Battalion Seven Chief: "Battalion Seven to Battalion Seven Alpha."
"Freddie, come on over. Freddie, come on over by us."
Battalion Seven Chief: "Battalion Seven ... Ladder 15, we've got two isolated pockets of fire. We should be able to knock it down with two lines. Radio that, 78th floor numerous 10-45 Code Ones."
Ladder 15: "What stair are you in, Orio?"
Battalion Seven Aide: "Seven Alpha to lobby command post."
Ladder Fifteen: "Fifteen to Battalion Seven."
Battalion Seven Chief: "... Ladder 15."
Ladder 15: "Chief, what stair you in?"
Battalion Seven Chief: "South stairway Adam, South Tower."
Ladder 15: "Floor 78?"
Battalion Seven Chief: "Ten-four, numerous civilians, we gonna need two engines up here."
Ladder 15: "Alright ten-four, we're on our way."
And much has been made of the fact that a police helicopter radioed a warning at 10:07 a.m. on 9/11, shortly after the collapse of the south tower, a warning that the north tower was in imminent danger of collapse. The New York Times, in one of a series of in-depth stories based on Oral History interviews of rescue workers that the newspaper was able to obtain, led its account with the warning from the NYPD helicopter shortly after the south tower fell and 21 minutes before the second building came down. The Times estimated there were 121 firefighters still in the north tower, none of whom heard the police radio warning and all of whom died.

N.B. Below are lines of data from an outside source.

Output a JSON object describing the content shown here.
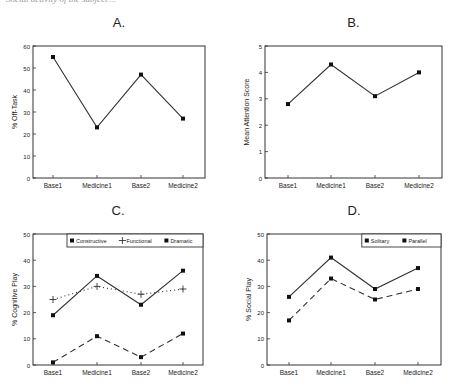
{
  "caption_cut": "Social activity of the subject ...",
  "chart_data": [
    {
      "panel": "A.",
      "type": "line",
      "title": "A.",
      "xlabel": "",
      "ylabel": "% Off-Task",
      "categories": [
        "Base1",
        "Medicine1",
        "Base2",
        "Medicine2"
      ],
      "ylim": [
        0,
        60
      ],
      "yticks": [
        0,
        10,
        20,
        30,
        40,
        50,
        60
      ],
      "grid": false,
      "legend": null,
      "series": [
        {
          "name": "Off-Task",
          "values": [
            55,
            23,
            47,
            27
          ],
          "style": "solid",
          "marker": "square"
        }
      ]
    },
    {
      "panel": "B.",
      "type": "line",
      "title": "B.",
      "xlabel": "",
      "ylabel": "Mean Attention Score",
      "categories": [
        "Base1",
        "Medicine1",
        "Base2",
        "Medicine2"
      ],
      "ylim": [
        0,
        5
      ],
      "yticks": [
        0,
        1,
        2,
        3,
        4,
        5
      ],
      "grid": false,
      "legend": null,
      "series": [
        {
          "name": "Attention",
          "values": [
            2.8,
            4.3,
            3.1,
            4.0
          ],
          "style": "solid",
          "marker": "square"
        }
      ]
    },
    {
      "panel": "C.",
      "type": "line",
      "title": "C.",
      "xlabel": "",
      "ylabel": "% Cognitive Play",
      "categories": [
        "Base1",
        "Medicine1",
        "Base2",
        "Medicine2"
      ],
      "ylim": [
        0,
        50
      ],
      "yticks": [
        0,
        10,
        20,
        30,
        40,
        50
      ],
      "grid": false,
      "legend": "top-right",
      "series": [
        {
          "name": "Constructive",
          "values": [
            19,
            34,
            23,
            36
          ],
          "style": "solid",
          "marker": "square"
        },
        {
          "name": "Functional",
          "values": [
            25,
            30,
            27,
            29
          ],
          "style": "dotted",
          "marker": "plus"
        },
        {
          "name": "Dramatic",
          "values": [
            1,
            11,
            3,
            12
          ],
          "style": "dashed",
          "marker": "square"
        }
      ]
    },
    {
      "panel": "D.",
      "type": "line",
      "title": "D.",
      "xlabel": "",
      "ylabel": "% Social Play",
      "categories": [
        "Base1",
        "Medicine1",
        "Base2",
        "Medicine2"
      ],
      "ylim": [
        0,
        50
      ],
      "yticks": [
        0,
        10,
        20,
        30,
        40,
        50
      ],
      "grid": false,
      "legend": "top-right",
      "series": [
        {
          "name": "Solitary",
          "values": [
            26,
            41,
            29,
            37
          ],
          "style": "solid",
          "marker": "square"
        },
        {
          "name": "Parallel",
          "values": [
            17,
            33,
            25,
            29
          ],
          "style": "dashed",
          "marker": "square"
        }
      ]
    }
  ],
  "layout": {
    "panels": [
      {
        "left": 33,
        "top": 46,
        "right": 205,
        "bottom": 178,
        "title_y": 27,
        "xticks": [
          53,
          97,
          141,
          183
        ]
      },
      {
        "left": 265,
        "top": 46,
        "right": 442,
        "bottom": 178,
        "title_y": 27,
        "xticks": [
          288,
          331,
          375,
          419
        ]
      },
      {
        "left": 33,
        "top": 234,
        "right": 203,
        "bottom": 365,
        "title_y": 215,
        "xticks": [
          53,
          97,
          141,
          183
        ]
      },
      {
        "left": 267,
        "top": 234,
        "right": 441,
        "bottom": 365,
        "title_y": 215,
        "xticks": [
          289,
          331,
          375,
          418
        ]
      }
    ],
    "line_color": "#333333"
  }
}
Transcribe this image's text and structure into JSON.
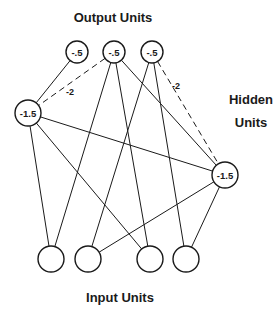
{
  "labels": {
    "output": "Output Units",
    "hidden_line1": "Hidden",
    "hidden_line2": "Units",
    "input": "Input Units"
  },
  "nodes": {
    "output": [
      {
        "id": "o1",
        "x": 77,
        "y": 52,
        "r": 11,
        "label": "-.5"
      },
      {
        "id": "o2",
        "x": 114,
        "y": 52,
        "r": 11,
        "label": "-.5"
      },
      {
        "id": "o3",
        "x": 152,
        "y": 52,
        "r": 11,
        "label": "-.5"
      }
    ],
    "hidden": [
      {
        "id": "h1",
        "x": 28,
        "y": 113,
        "r": 13,
        "label": "-1.5"
      },
      {
        "id": "h2",
        "x": 225,
        "y": 175,
        "r": 13,
        "label": "-1.5"
      }
    ],
    "input": [
      {
        "id": "i1",
        "x": 51,
        "y": 259,
        "r": 13,
        "label": ""
      },
      {
        "id": "i2",
        "x": 88,
        "y": 259,
        "r": 13,
        "label": ""
      },
      {
        "id": "i3",
        "x": 150,
        "y": 259,
        "r": 13,
        "label": ""
      },
      {
        "id": "i4",
        "x": 186,
        "y": 259,
        "r": 13,
        "label": ""
      }
    ]
  },
  "edges": [
    {
      "from": "o1",
      "to": "h1",
      "style": "solid"
    },
    {
      "from": "o2",
      "to": "h1",
      "style": "dashed",
      "weight": "-2"
    },
    {
      "from": "o3",
      "to": "h2",
      "style": "dashed",
      "weight": "-2"
    },
    {
      "from": "o2",
      "to": "h2",
      "style": "solid"
    },
    {
      "from": "o2",
      "to": "i1",
      "style": "solid"
    },
    {
      "from": "o2",
      "to": "i3",
      "style": "solid"
    },
    {
      "from": "o3",
      "to": "i2",
      "style": "solid"
    },
    {
      "from": "o3",
      "to": "i4",
      "style": "solid"
    },
    {
      "from": "h1",
      "to": "h2",
      "style": "solid"
    },
    {
      "from": "h1",
      "to": "i1",
      "style": "solid"
    },
    {
      "from": "h1",
      "to": "i3",
      "style": "solid"
    },
    {
      "from": "h2",
      "to": "i2",
      "style": "solid"
    },
    {
      "from": "h2",
      "to": "i4",
      "style": "solid"
    }
  ],
  "weight_labels": [
    {
      "text": "-2",
      "x": 66,
      "y": 95
    },
    {
      "text": "-2",
      "x": 172,
      "y": 89
    }
  ]
}
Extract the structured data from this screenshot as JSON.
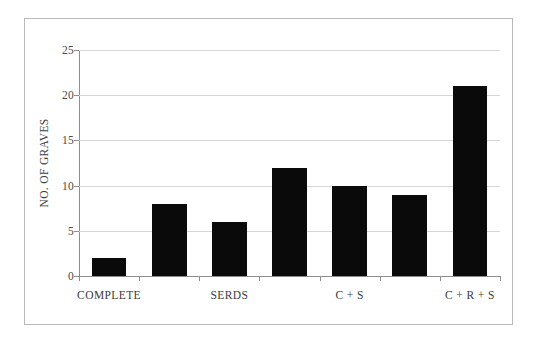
{
  "chart_data": {
    "type": "bar",
    "title": "",
    "subtitle": "",
    "xlabel": "",
    "ylabel": "NO. OF GRAVES",
    "ylim": [
      0,
      25
    ],
    "ytick_values": [
      0,
      5,
      10,
      15,
      20,
      25
    ],
    "ytick_labels": [
      "0",
      "5",
      "10",
      "15",
      "20",
      "25"
    ],
    "grid": "horizontal",
    "legend": "none",
    "bar_color": "#0a0a0a",
    "gridline_color": "#d6d6d6",
    "axis_color": "#8e8e8e",
    "n_bars": 7,
    "values": [
      2,
      8,
      6,
      12,
      10,
      9,
      21
    ],
    "categories": [
      "",
      "",
      "",
      "",
      "",
      "",
      ""
    ],
    "xtick_labels": [
      "COMPLETE",
      "SERDS",
      "C + S",
      "C + R + S"
    ],
    "xtick_label_positions": [
      1,
      3,
      5,
      7
    ],
    "bars": [
      {
        "index": 1,
        "value": 2,
        "label": "COMPLETE"
      },
      {
        "index": 2,
        "value": 8,
        "label": ""
      },
      {
        "index": 3,
        "value": 6,
        "label": "SERDS"
      },
      {
        "index": 4,
        "value": 12,
        "label": ""
      },
      {
        "index": 5,
        "value": 10,
        "label": "C + S"
      },
      {
        "index": 6,
        "value": 9,
        "label": ""
      },
      {
        "index": 7,
        "value": 21,
        "label": "C + R + S"
      }
    ]
  },
  "axis": {
    "y_title": "NO. OF GRAVES",
    "ticks": {
      "t0": "0",
      "t5": "5",
      "t10": "10",
      "t15": "15",
      "t20": "20",
      "t25": "25"
    }
  },
  "x_labels": {
    "l1": "COMPLETE",
    "l2": "SERDS",
    "l3": "C + S",
    "l4": "C + R + S"
  }
}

The police helicopter warning has become the focus of all the What Went Wrong stories since. But in the same July 7 story, down in the middle of its massive account, The Times reported that a high-ranking chief of the FDNY radioed an evacuation order to all firefighters in the north tower at 9:32 a.m., after he felt the building move and saw the structure buckling and the windows breaking all around him in the lobby. That was 27 minutes before the south tower fell, 35 minutes before the police helicopter warning that the north tower was certain to go, and a full 56 minutes before the north tower collapsed.
But hundreds of firefighters in the floors above never heard the Staff Chief’s radio command on their own radios, nor did they hear any of the frantic calls to evacuate that followed. And with 27 minutes still left before the first collapse, no one in the south tower heard his evacuation order either. The FDNY radios, the same ones that failed at the WTC in 1993, failed again at the same place eight years later. They couldn’t be heard on the floors above, they couldn’t be heard on the floors below, and they couldn’t be heard from one WTC lobby to the other. The Times has unintentionally done history a disservice with its emphasis on a 10:07 a.m. radio warning from a police helicopter. The emphasis should have been on a 9:32 a.m. order by Staff Chief Joseph Callan to his firefighters to "come down to the lobby, everyone down to the lobby." No one knows how many more times the Fire Department lobby command center repeated those evacuation orders on their worthless, useless radios that morning. We only know that too many firefighters on the floors above never heard the commands.